She explained that she was flying to visit her fi fteen-year-old daughter, who was in danger of dying after a routine surgery had gone terribly wrong. I did my best to comfort the mother. We talked for nearly the entire flight. I even drew a smile from her after she told me she was nervous about flying.
“You can hold my hand if you like,” I teased.
When we landed at our destination, the mother thanked me for comforting her. I told her I was grateful that I’d ended up seated next to her on the plane after so many delays and gate changes.
God had not wasted my time that day. He knew what He was doing. He put me next to that woman to help her with her fears and grief. The more I thought about that day, the more grateful I was for the chance to offer this woman a sympathetic ear.
CREATIVE VISION
A lost loved one, a broken relationship, a financial setback, or an illness can break you if you let grief and despair overtake you. One way to fight through those challenges is to stay alert for what rises up even when life seems to be taking you down.
I met the photographer Glennis Siverson on the set of The Butterfly Circus. Though she lives in Orlando, Glennis had come to California to serve as the set photographer at the invitation of the directors and her friends the Weigels. Glennis is an award-winning photographer whose work is commissioned by magazines, corporations, newspapers, and Web sites. She also does portrait and nature photography. She loves photography. It is her passion.
But for more than twenty years, Glennis worked in the human resources field for big companies. She lost her “safe and secure” job in the recession. Glennis took that kick in the pants and used the forward momentum to pursue her passion. She became a full-time photographer.
“I decided it was now or never!” she said.
Great story, right? Glennis is a real-life example of someone who took a potentially negative event and used it as an opportunity to create an even better life.
Terrifi c! Wonderful!
But there‘s more. You see, Glennis, the award-winning photographer, can hardly see. She is legally blind.
“Ever since I was a child I have had poor eyesight,” she said. “I got glasses at age five and my vision kept getting worse. Then around 1995 I was diagnosed with corneal disease. The cornea is misshapen and degenerates. It got to the point that I couldn’t see out of my left eye. Since I had extremely severe nearsightedness, it was past the threshold to get Lasik surgery. My only option was a cornea transplant.”
In 2004 Glennis underwent that surgery. Her doctor had told her that it would correct the vision in her left eye to 20/40 without glasses or contacts. “But everything that could go wrong pretty much did—short of losing my eye,” she said. “The operation made my vision worse. I also got glaucoma as a result. My vision worsened in my left eye, and then, unrelated to the operation, I had a hemorrhage on the retina of my right eye. So I have a blind spot on it.”
Laid off from her job of twenty years, and all but blinded by failed surgery and a hemorrhaged retina, Glennis could not be blamed for despairing and giving up. You might expect her to grow bitter and angry.
Instead, she was grateful to soar higher and farther. “I don‘t think of myself as disabled. I think of myself as enabled, because being nearly blind has made me a better photographer,” she said.
She can no longer see fine details, but instead of feeling deprived, she is grateful that she is free not to obsess about the little things anymore.
“Prior to losing most of my eyesight, if I was doing portrait photography, I was focused on every strand of hair and every angle of the person’s body. My work looked stiff because I was so focused on composition. But now my approach is pretty much a gut reaction. I feel it. I see it, and I shoot it. My work is more instinctual, and I interact with people and surroundings much more.
Glennis said her photographs now are flawed but are more artful, more compelling. “One gal actually cried when she saw my images of her because she felt I‘d captured her so well,” she said. “I had never moved anyone emotionally before.”
Since she lost much of her eyesight, Glennis has won ten international awards for her portrait and landscape photography.
One of her photos was selected from sixteen thousand entries for an exhibition of just 111 works. She’s had photos selected for four exhibitions at the Center for Fine Art Photography in Fort Collins, Colorado.
Her blindness would never have allowed Glennis to continue her job in human resources, but many great artists such as Monet and Beethoven thrived despite disabilities because they used them as opportunities to explore their art in new and fresh ways. Grateful, Glennis told me that her favorite Bible verse is now “We live by faith, not by sight.”
“That literally is my life now. I‘ve had to make adjustments, sure. I worry about being totally blind. It’s been very, very scary. There is no manual for this.”
She is on a new path, but instead of seeing it as a disruption in her life, she views it as a gift. “I‘d been very controlling before. Now I try to live day to day and enjoy each moment,” she said. “I also try to be grateful that I have a roof over my head and I’m alive and the sun is shining and I don‘t worry about tomorrow because we never know what tomorrow will bring.”
Glennis is a great lady, who embraces opportunity, don’t you agree? She inspires me, and I hope she inspires you to look for ways to advance your dreams, choose them wisely, and then act upon them when your heart says “go.”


Problem details –
Scan the records below for the word "this" and give only the number of lines that hold it.

[Source data]

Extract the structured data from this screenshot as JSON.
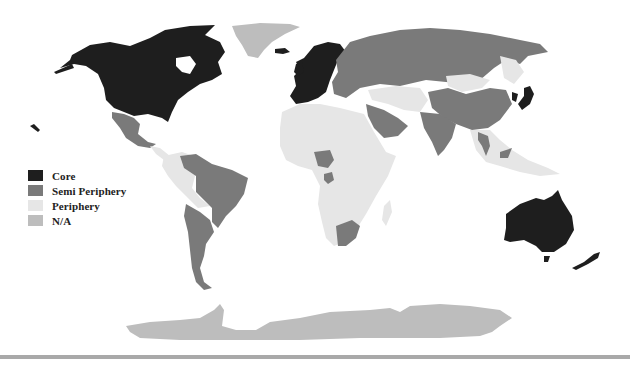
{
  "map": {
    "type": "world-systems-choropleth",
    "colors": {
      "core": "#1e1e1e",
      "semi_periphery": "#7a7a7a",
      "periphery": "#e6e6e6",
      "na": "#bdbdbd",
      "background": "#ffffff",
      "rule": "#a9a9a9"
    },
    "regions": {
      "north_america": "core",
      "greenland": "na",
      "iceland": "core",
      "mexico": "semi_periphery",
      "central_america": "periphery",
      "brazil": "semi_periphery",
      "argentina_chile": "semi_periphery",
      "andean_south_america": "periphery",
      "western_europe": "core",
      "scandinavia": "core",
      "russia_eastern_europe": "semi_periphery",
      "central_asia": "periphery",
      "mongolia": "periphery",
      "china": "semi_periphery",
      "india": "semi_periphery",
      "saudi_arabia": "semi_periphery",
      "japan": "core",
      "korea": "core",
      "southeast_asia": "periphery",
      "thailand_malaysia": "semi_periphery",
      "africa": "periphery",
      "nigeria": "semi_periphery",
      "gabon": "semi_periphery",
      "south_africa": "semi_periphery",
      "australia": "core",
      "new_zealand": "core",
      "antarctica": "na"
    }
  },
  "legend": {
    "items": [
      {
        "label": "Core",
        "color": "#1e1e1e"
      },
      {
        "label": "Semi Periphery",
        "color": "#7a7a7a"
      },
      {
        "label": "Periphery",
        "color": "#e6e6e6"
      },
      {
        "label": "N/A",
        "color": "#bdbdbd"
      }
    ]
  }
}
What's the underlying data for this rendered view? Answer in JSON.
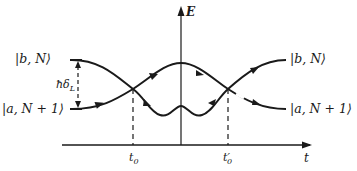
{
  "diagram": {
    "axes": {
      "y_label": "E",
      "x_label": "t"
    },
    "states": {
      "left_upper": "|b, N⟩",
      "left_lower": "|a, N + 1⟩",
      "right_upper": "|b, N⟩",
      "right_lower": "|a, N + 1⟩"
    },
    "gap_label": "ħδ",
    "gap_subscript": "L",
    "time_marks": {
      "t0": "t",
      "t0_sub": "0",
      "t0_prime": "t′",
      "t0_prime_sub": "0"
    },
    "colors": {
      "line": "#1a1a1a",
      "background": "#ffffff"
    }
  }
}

[/Source data]
[Source data]

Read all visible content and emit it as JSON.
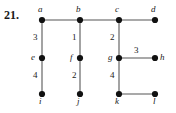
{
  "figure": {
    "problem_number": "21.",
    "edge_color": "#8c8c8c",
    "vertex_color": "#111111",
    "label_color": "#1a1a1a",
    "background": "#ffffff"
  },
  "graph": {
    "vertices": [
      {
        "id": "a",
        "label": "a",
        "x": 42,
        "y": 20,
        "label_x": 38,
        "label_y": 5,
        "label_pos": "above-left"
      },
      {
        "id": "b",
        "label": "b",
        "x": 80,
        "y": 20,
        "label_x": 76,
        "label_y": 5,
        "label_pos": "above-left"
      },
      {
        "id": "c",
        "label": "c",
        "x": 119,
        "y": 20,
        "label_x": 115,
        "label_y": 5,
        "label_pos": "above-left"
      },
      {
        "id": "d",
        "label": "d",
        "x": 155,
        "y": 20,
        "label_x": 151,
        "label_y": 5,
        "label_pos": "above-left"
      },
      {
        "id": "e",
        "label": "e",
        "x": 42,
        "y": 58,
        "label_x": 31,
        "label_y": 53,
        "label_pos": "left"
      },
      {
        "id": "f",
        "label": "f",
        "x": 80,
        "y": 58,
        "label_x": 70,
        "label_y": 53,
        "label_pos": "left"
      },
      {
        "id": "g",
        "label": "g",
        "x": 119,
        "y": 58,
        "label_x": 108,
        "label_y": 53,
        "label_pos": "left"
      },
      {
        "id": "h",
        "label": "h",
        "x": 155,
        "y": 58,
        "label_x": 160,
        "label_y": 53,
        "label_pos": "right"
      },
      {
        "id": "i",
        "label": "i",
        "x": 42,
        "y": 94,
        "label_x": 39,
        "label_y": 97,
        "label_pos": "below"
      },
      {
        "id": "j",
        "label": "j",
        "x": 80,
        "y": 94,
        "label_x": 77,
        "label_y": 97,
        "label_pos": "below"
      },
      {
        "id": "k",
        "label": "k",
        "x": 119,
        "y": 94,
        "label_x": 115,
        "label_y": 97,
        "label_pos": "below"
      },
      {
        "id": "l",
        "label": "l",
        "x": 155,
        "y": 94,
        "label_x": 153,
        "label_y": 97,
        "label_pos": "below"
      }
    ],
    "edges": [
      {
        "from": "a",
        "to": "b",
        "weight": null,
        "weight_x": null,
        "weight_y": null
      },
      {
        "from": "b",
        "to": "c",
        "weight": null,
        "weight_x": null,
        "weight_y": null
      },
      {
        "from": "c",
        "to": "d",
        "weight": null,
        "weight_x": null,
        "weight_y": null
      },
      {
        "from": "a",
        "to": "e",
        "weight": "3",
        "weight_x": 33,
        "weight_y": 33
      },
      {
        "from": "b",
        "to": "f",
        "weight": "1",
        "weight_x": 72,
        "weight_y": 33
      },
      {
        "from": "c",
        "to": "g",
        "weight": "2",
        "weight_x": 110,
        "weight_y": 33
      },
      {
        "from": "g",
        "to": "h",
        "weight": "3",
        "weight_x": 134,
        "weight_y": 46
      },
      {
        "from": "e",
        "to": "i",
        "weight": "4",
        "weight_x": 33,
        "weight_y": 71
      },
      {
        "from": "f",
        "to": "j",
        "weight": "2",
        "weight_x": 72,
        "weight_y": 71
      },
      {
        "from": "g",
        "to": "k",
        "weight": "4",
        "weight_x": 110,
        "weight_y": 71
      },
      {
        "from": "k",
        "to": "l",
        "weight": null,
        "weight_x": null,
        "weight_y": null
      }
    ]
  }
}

[/Source data]

Final answer –
2